DHAKA: Bangladeshi authorities on Sunday denied accusations that a Rohingya photographer in judicial custody was arrested for documenting the relocation of refugees from Cox’s Bazar to a controversial island camp in the Bay of Bengal.
Rights activists, including Bianca Jagger and Bangladeshi filmmaker Shaifur Rahman, on Friday called for the release of Abul Kalam, who they said was taking photographs of buses with Rohingya refugees on their way to the Bhasan Char island.
A second group of more that 1,804 Rohingya refugees — members of an ethnic and religious minority group who have fled violence and persecution in Myanmar — were on Tuesday taken to Bhasan Char, despite UN concerns for their safety and welfare as the island is prone to flooding and severe weather conditions. They followed a first group of 1,642 relocated to the island, 30 km from the mainland, in early December.
“Kalam was handed over to Ukhia subdistrict police station on Wednesday in connection with a case filed in June 2020. We produced him before the court on Thursday and currently he is being kept in judicial custody,” Cox’s Bazar Additional Superintendent of Police Rafikul Islam told Arab News.
Kalam, 35, has been living in Bangladesh for the past 28 years. He has been charged with obstructing government work and assaulting officials while discharging duties.
Rights activists say he was apprehended on Monday and handed over to a police station on Wednesday.
“They produced him as an ‘unnamed fugitive’ from a case going back to May 28. Not for anything that happened on Dec. 28, the day of the Bhasan Char relocation, but an incident which allegedly happened seven months earlier,” Rahman, who has been documenting Rohingya refugees and is the initiator of the campaign to release Kalam, told Arab News.
He said it was an attempt to shift the focus from Bhasan Char.
“The removal of focus from what Abul Kalam was doing on Dec. 28 — photographing Bhasan Char buses — is also conveniently handled by involving him in an unrelated case going back months,” Rahman said.
According to activists involved in the campaign to release Kalam, he came to Bangladesh from Maungdaw in Rakhine State, in the western part of Myanmar, and is a prolific photographer who has documented refugee life in recent years, and recently won two prizes in the Rohingya Photography Competition.
Mohammad Sazzad Hossain, the UN Refugee Agency (UNHCR) spokesman in Dhaka, told Arab News that UNHCR has been engaged with authorities since Kalam’s arrest and is providing legal aid to ensure he receives a fair hearing of any charge against him.
“UNHCR has assigned one of its partner lawyers to represent him during the investigation and any subsequent legal proceedings,” he said.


## EXERCISE PROMPT
Copy everything in the records, character for character, except images.

## SOURCE MATERIAL
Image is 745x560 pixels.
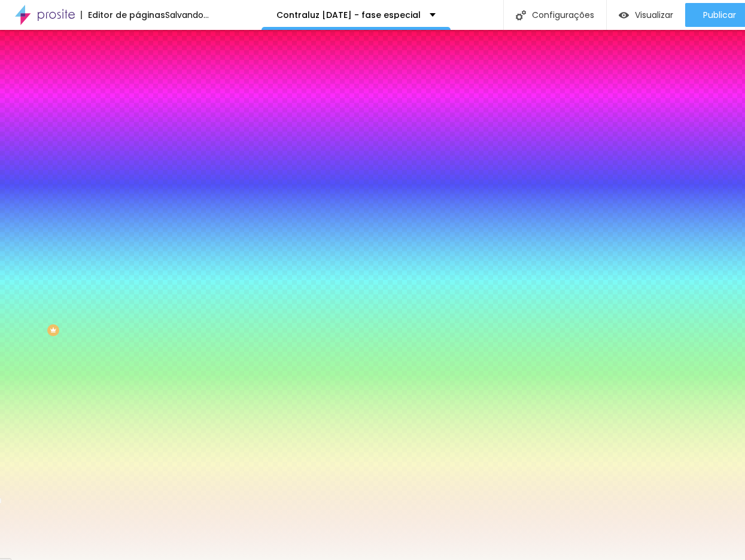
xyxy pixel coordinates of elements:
[277,10,420,19] p: Contraluz [DATE] - fase especial
[165,10,209,19] div: Salvando...
[703,10,736,20] span: Publicar
[619,10,629,20] img: view-1.svg
[516,10,526,20] img: Icone
[607,3,685,27] button: Visualizar
[81,10,165,19] div: Editor de páginas
[635,10,673,20] span: Visualizar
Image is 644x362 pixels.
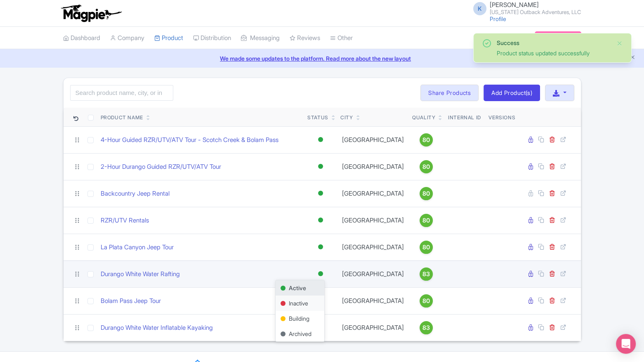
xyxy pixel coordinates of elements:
[101,323,213,333] a: Durango White Water Inflatable Kayaking
[337,207,409,233] td: [GEOGRAPHIC_DATA]
[101,162,221,171] a: 2-Hour Durango Guided RZR/UTV/ATV Tour
[23,13,40,20] div: v 4.0.25
[82,48,88,54] img: tab_keywords_by_traffic_grey.svg
[31,49,74,54] div: Domain Overview
[307,114,328,121] div: Status
[13,13,20,20] img: logo_orange.svg
[412,133,440,146] a: 80
[469,1,581,15] a: K [PERSON_NAME] [US_STATE] Outback Adventures, LLC
[101,216,149,225] a: RZR/UTV Rentals
[91,49,139,54] div: Keywords by Traffic
[420,84,479,101] a: Share Products
[496,38,610,47] div: Success
[275,295,324,311] div: Inactive
[154,27,183,50] a: Product
[13,22,20,28] img: website_grey.svg
[337,233,409,261] td: [GEOGRAPHIC_DATA]
[110,27,144,50] a: Company
[422,189,430,198] span: 80
[412,114,435,121] div: Quality
[422,323,430,332] span: 83
[496,49,610,57] div: Product status updated successfully
[22,22,90,28] div: Domain: [DOMAIN_NAME]
[490,15,506,22] a: Profile
[337,261,409,287] td: [GEOGRAPHIC_DATA]
[101,114,143,121] div: Product Name
[63,27,100,50] a: Dashboard
[330,27,353,50] a: Other
[337,127,409,153] td: [GEOGRAPHIC_DATA]
[422,216,430,225] span: 80
[422,243,430,252] span: 80
[316,161,324,173] div: Active
[337,287,409,314] td: [GEOGRAPHIC_DATA]
[337,180,409,207] td: [GEOGRAPHIC_DATA]
[422,297,430,306] span: 80
[316,134,324,146] div: Active
[275,311,324,326] div: Building
[101,269,180,279] a: Durango White Water Rafting
[316,187,324,199] div: Active
[412,214,440,227] a: 80
[616,38,623,48] button: Close
[316,268,324,280] div: Active
[535,31,581,44] a: Subscription
[290,27,320,50] a: Reviews
[22,48,29,54] img: tab_domain_overview_orange.svg
[630,53,636,63] button: Close announcement
[412,187,440,200] a: 80
[101,243,173,252] a: La Plata Canyon Jeep Tour
[490,1,539,9] span: [PERSON_NAME]
[422,269,430,278] span: 83
[412,160,440,174] a: 80
[193,27,231,50] a: Distribution
[485,108,519,127] th: Versions
[101,189,169,199] a: Backcountry Jeep Rental
[412,321,440,334] a: 83
[444,108,486,127] th: Internal ID
[412,295,440,308] a: 80
[241,27,279,50] a: Messaging
[316,214,324,226] div: Active
[484,84,540,101] a: Add Product(s)
[275,280,324,295] div: Active
[616,334,636,354] div: Open Intercom Messenger
[490,10,581,15] small: [US_STATE] Outback Adventures, LLC
[412,267,440,281] a: 83
[316,241,324,253] div: Active
[340,114,353,121] div: City
[275,326,324,342] div: Archived
[422,135,430,144] span: 80
[70,85,173,101] input: Search product name, city, or interal id
[412,241,440,254] a: 80
[337,153,409,180] td: [GEOGRAPHIC_DATA]
[101,297,161,306] a: Bolam Pass Jeep Tour
[337,314,409,341] td: [GEOGRAPHIC_DATA]
[5,54,639,63] a: We made some updates to the platform. Read more about the new layout
[59,4,123,22] img: logo-ab69f6fb50320c5b225c76a69d11143b.png
[473,2,486,15] span: K
[422,162,430,171] span: 80
[101,135,278,145] a: 4-Hour Guided RZR/UTV/ATV Tour - Scotch Creek & Bolam Pass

## TASK RESULT
Image is 745x560 pixels.
xyxy pixel coordinates of elements:
[277,10,420,19] p: Contraluz [DATE] - fase especial
[165,10,209,19] div: Salvando...
[703,10,736,20] span: Publicar
[619,10,629,20] img: view-1.svg
[516,10,526,20] img: Icone
[607,3,685,27] button: Visualizar
[81,10,165,19] div: Editor de páginas
[635,10,673,20] span: Visualizar
Image is 644x362 pixels.
xyxy pixel coordinates of elements:
[101,323,213,333] a: Durango White Water Inflatable Kayaking
[337,207,409,233] td: [GEOGRAPHIC_DATA]
[101,162,221,171] a: 2-Hour Durango Guided RZR/UTV/ATV Tour
[23,13,40,20] div: v 4.0.25
[82,48,88,54] img: tab_keywords_by_traffic_grey.svg
[31,49,74,54] div: Domain Overview
[307,114,328,121] div: Status
[13,13,20,20] img: logo_orange.svg
[412,133,440,146] a: 80
[469,1,581,15] a: K [PERSON_NAME] [US_STATE] Outback Adventures, LLC
[101,216,149,225] a: RZR/UTV Rentals
[91,49,139,54] div: Keywords by Traffic
[420,84,479,101] a: Share Products
[496,38,610,47] div: Success
[275,295,324,311] div: Inactive
[154,27,183,50] a: Product
[13,22,20,28] img: website_grey.svg
[337,233,409,261] td: [GEOGRAPHIC_DATA]
[110,27,144,50] a: Company
[422,189,430,198] span: 80
[412,114,435,121] div: Quality
[422,323,430,332] span: 83
[496,49,610,57] div: Product status updated successfully
[22,22,90,28] div: Domain: [DOMAIN_NAME]
[490,15,506,22] a: Profile
[337,261,409,287] td: [GEOGRAPHIC_DATA]
[101,114,143,121] div: Product Name
[63,27,100,50] a: Dashboard
[330,27,353,50] a: Other
[337,127,409,153] td: [GEOGRAPHIC_DATA]
[422,216,430,225] span: 80
[422,243,430,252] span: 80
[316,161,324,173] div: Active
[337,287,409,314] td: [GEOGRAPHIC_DATA]
[337,180,409,207] td: [GEOGRAPHIC_DATA]
[422,297,430,306] span: 80
[316,134,324,146] div: Active
[275,311,324,326] div: Building
[101,269,180,279] a: Durango White Water Rafting
[316,187,324,199] div: Active
[412,214,440,227] a: 80
[616,38,623,48] button: Close
[316,268,324,280] div: Active
[535,31,581,44] a: Subscription
[290,27,320,50] a: Reviews
[22,48,29,54] img: tab_domain_overview_orange.svg
[630,53,636,63] button: Close announcement
[412,187,440,200] a: 80
[101,243,173,252] a: La Plata Canyon Jeep Tour
[490,1,539,9] span: [PERSON_NAME]
[422,269,430,278] span: 83
[412,160,440,174] a: 80
[193,27,231,50] a: Distribution
[485,108,519,127] th: Versions
[101,189,169,199] a: Backcountry Jeep Rental
[412,321,440,334] a: 83
[444,108,486,127] th: Internal ID
[412,295,440,308] a: 80
[241,27,279,50] a: Messaging
[316,214,324,226] div: Active
[484,84,540,101] a: Add Product(s)
[275,280,324,295] div: Active
[616,334,636,354] div: Open Intercom Messenger
[490,10,581,15] small: [US_STATE] Outback Adventures, LLC
[412,267,440,281] a: 83
[316,241,324,253] div: Active
[340,114,353,121] div: City
[275,326,324,342] div: Archived
[422,135,430,144] span: 80
[70,85,173,101] input: Search product name, city, or interal id
[412,241,440,254] a: 80
[337,153,409,180] td: [GEOGRAPHIC_DATA]
[101,297,161,306] a: Bolam Pass Jeep Tour
[337,314,409,341] td: [GEOGRAPHIC_DATA]
[5,54,639,63] a: We made some updates to the platform. Read more about the new layout
[59,4,123,22] img: logo-ab69f6fb50320c5b225c76a69d11143b.png
[473,2,486,15] span: K
[422,162,430,171] span: 80
[101,135,278,145] a: 4-Hour Guided RZR/UTV/ATV Tour - Scotch Creek & Bolam Pass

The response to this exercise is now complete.